How do I correctly run a few commands with an altered value of the IFS variable (to change the way field splitting works and how "$*" is handled), and then restore the original value of IFS?

I know I can do

(
    IFS='my value here'
    my-commands here
)

to localize the change of IFS to the sub-shell, but I don't really want to start a sub-shell, especially not if I need to change or set the values of variables that needs to be visible outside of the sub-shell.

I know I can use

saved_IFS=$IFS; IFS='my value here'
my-commands here
IFS=$saved_IFS

but that seems to not restore IFS correctly in the case that the original IFS was actually unset.

Looking for answers that are shell agnostic (but POSIX).

Clarification: That last line above means that I'm not interested in a bash-exclusive solution.
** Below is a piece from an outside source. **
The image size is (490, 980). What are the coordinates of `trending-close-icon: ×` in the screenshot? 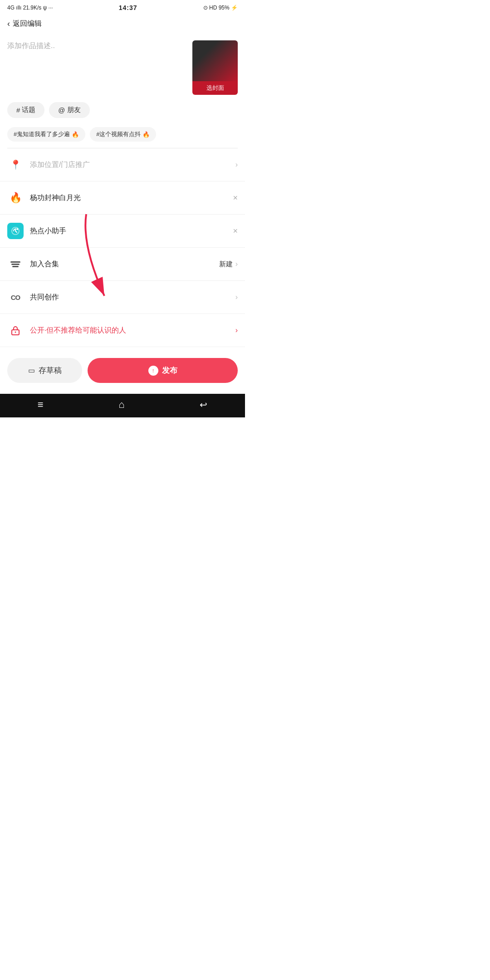 It's located at (235, 198).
In fact, the system I'm using most, OpenBSD, does not even come with bash installed at all by default, and bash is not a shell I use for anything much other than to answer questions on this site. It's much more interesting to see solutions that I may use in bash or other POSIX-like shells without making an effort to write non-portable code.

Best Answer

Yes, in the case when IFS is unset, restoring the value from $saved_IFS would actually set the value of IFS (to an empty value).

This would affect the way field splitting of unquoted expansions is done, it would affect field splitting for the read built-in utility, and it would affect the way the positional parameters are combined into a string when using "$*".

With an unset IFS these things would happen as if IFS had the value of a space, a tab character, and a newline character, but with an empty value, there would be no field splitting and the positional parameters would be concatenated into a string with no delimiter when using "$*". So, there's a difference.

To correctly restore IFS, consider setting saved_IFS only if IFS is actually set to something.

unset saved_IFS
[ -n "${IFS+set}" ] && saved_IFS=$IFS

The parameter substitution ${IFS+set} expands to the string set only if IFS is set, even if it is set to an empty string. If IFS is unset, it expands to an empty string, which means that the -n test would be false and saved_IFS would remain unset.

Now, saved_IFS is unset if IFS was initially unset, or it has the value that IFS had, and you can set whatever value you want for IFS and run your code.

When restoring IFS, you do a similar thing:

unset IFS
[ -n "${saved_IFS+set}" ] && { IFS=$saved_IFS; unset saved_IFS; }

The final unset saved_IFS isn't really necessary, but it may be good to clean up old variables from the environment.


An alternative way of doing this, suggested by LL3 in comments (now deleted), relies on prefixing the unset command by :, a built-in utility that does nothing, effectively commenting out the unset, when it's not needed:

saved_IFS=$IFS
${IFS+':'} unset saved_IFS

This sets saved_IFS to the value of $IFS, but then unsets it if IFS was unset.

Then set IFS to your value and run you commands. Then restore with

IFS=$saved_IFS
${saved_IFS+':'} unset IFS

(possibly followed by unset saved_IFS if you want to clean up that variable too).

Note that : must be quoted, as above, or escaped as \:, so that it isn't modified by $IFS containing : (the unquoted parameter substitution invokes field splitting, after all).